Summary
This narrative review synthesises current understanding of how horticultural and other plant species mount antioxidant defences in response to abiotic stressors that generate reactive oxygen species. It covers the dual role of ROS as damaging oxidants and as signalling molecules, and describes both enzymatic (superoxide dismutase, catalase, peroxidases) and non-enzymatic (ascorbate, glutathione, carotenoids) scavenging mechanisms.

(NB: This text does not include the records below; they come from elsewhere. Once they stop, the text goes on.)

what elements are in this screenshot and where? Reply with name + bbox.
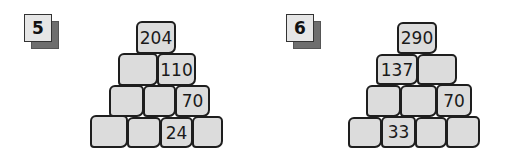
pyramid-block[interactable]: 137 [376,54,418,85]
puzzle-number-badge: 6 [286,14,314,42]
pyramid-block[interactable]: 70 [175,85,210,117]
pyramid-block[interactable] [348,117,382,148]
puzzle-number-badge: 5 [24,14,52,42]
pyramid-block[interactable] [366,85,401,117]
pyramid-block[interactable] [109,85,144,117]
pyramid-block[interactable] [446,116,480,148]
pyramid-block[interactable] [118,53,158,86]
pyramid-block[interactable]: 204 [136,21,176,54]
pyramid-block[interactable] [417,54,457,85]
pyramid-block[interactable]: 110 [157,53,196,86]
pyramid-block[interactable] [143,85,176,117]
pyramid-block[interactable]: 70 [436,84,472,117]
pyramid-block[interactable]: 290 [397,22,437,54]
badge-label: 6 [286,14,314,42]
pyramid-block[interactable]: 33 [381,116,416,148]
pyramid-block[interactable] [192,116,223,148]
pyramid-block[interactable] [90,115,128,148]
pyramid-block[interactable]: 24 [160,117,193,148]
badge-label: 5 [24,14,52,42]
pyramid-block[interactable] [127,117,161,148]
pyramid-block[interactable] [400,85,437,117]
pyramid-block[interactable] [415,117,447,148]
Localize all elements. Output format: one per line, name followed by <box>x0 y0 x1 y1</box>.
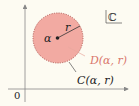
origin-label: 0 <box>14 90 20 101</box>
complex-plane-figure: α r D(α, r) C(α, r) 0 ℂ <box>0 0 139 106</box>
diagram-canvas: α r D(α, r) C(α, r) 0 ℂ <box>0 0 139 106</box>
disk-label: D(α, r) <box>89 54 127 67</box>
circle-leader-line <box>69 62 76 72</box>
radius-label: r <box>65 21 71 34</box>
plane-symbol: ℂ <box>108 11 117 24</box>
center-label: α <box>44 32 52 45</box>
center-point <box>56 36 60 40</box>
circle-label: C(α, r) <box>77 74 114 87</box>
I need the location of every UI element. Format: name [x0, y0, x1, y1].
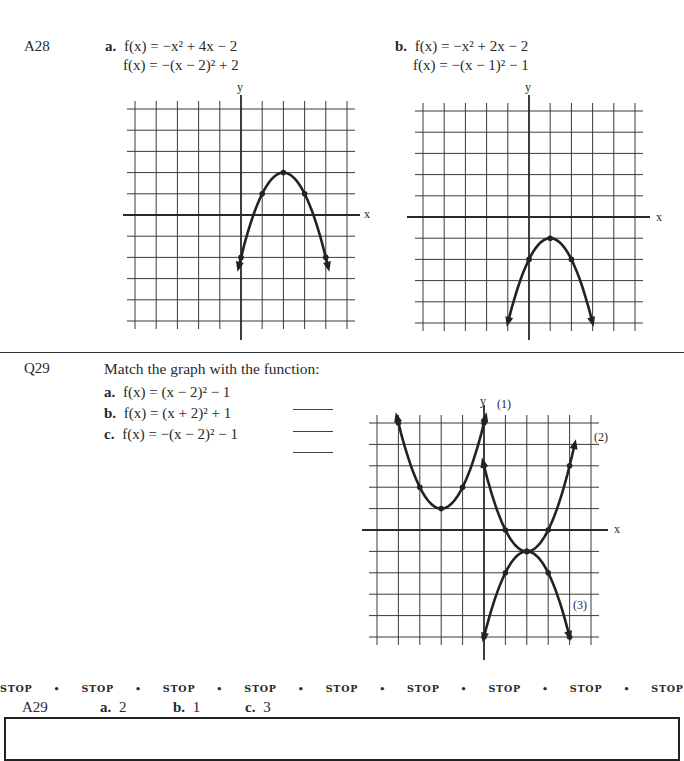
curve-label-3: (3) [573, 598, 587, 613]
y-axis-label: y [480, 394, 486, 409]
curve-label-2: (2) [594, 430, 608, 445]
bullet: • [461, 683, 468, 694]
bullet: • [298, 683, 305, 694]
bullet: • [542, 683, 549, 694]
answer-letter: a. [100, 699, 111, 715]
a29-answer-b: b. 1 [173, 699, 200, 716]
answer-value: 1 [193, 699, 201, 715]
a29-answer-c: c. 3 [245, 699, 271, 716]
bullet: • [623, 683, 630, 694]
stop-text: STOP [163, 683, 196, 694]
stop-text: STOP [326, 683, 359, 694]
a29-label: A29 [22, 699, 48, 716]
bullet: • [135, 683, 142, 694]
stop-text: STOP [81, 683, 114, 694]
stop-banner: STOP • STOP • STOP • STOP • STOP • STOP … [0, 683, 684, 694]
curve-label-1: (1) [497, 397, 511, 412]
answer-value: 3 [263, 699, 271, 715]
bullet: • [54, 683, 61, 694]
x-axis-label: x [614, 522, 620, 537]
stop-text: STOP [570, 683, 603, 694]
answer-letter: c. [245, 699, 255, 715]
stop-text: STOP [244, 683, 277, 694]
next-frame-box [4, 717, 680, 761]
stop-text: STOP [488, 683, 521, 694]
bullet: • [379, 683, 386, 694]
answer-letter: b. [173, 699, 185, 715]
parabola-curve-2 [483, 443, 575, 551]
a29-answer-a: a. 2 [100, 699, 127, 716]
stop-text: STOP [0, 683, 33, 694]
stop-text: STOP [651, 683, 684, 694]
answer-value: 2 [119, 699, 127, 715]
stop-text: STOP [407, 683, 440, 694]
bullet: • [216, 683, 223, 694]
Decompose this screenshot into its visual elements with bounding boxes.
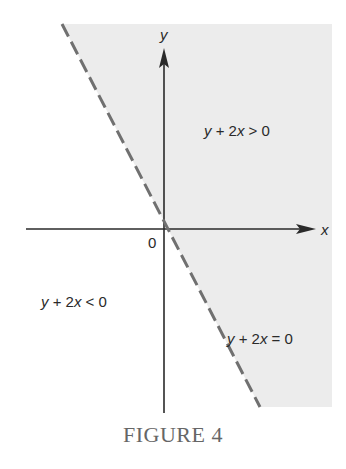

The review likely draws on a broad body of experimental literature to provide an integrated account of ROS homeostasis relevant to improving plant stress tolerance in cultivated crops.
UK applicability
Although the review is international in scope and not UK-specific, its findings on abiotic stress tolerance are directly relevant to UK horticulture and arable systems facing increasing climate-related stressors such as drought, waterlogging, and temperature extremes; the mechanistic insights could inform UK breeding programmes and agronomic strategies aimed at improving crop resilience.
Key measures
ROS accumulation; enzymatic antioxidant activity (SOD, CAT, APX, GPX, GR); non-enzymatic antioxidant concentrations (ascorbate, glutathione, tocopherols, carotenoids); oxidative damage markers (MDA, H₂O₂); stress signalling pathways
Outcomes reported
The study reviews how plants produce, signal with, and scavenge reactive oxygen species (ROS) during abiotic stress conditions such as drought, salinity, heat, and heavy metal toxicity, and examines the enzymatic and non-enzymatic components of the antioxidant defence system that mitigate oxidative damage.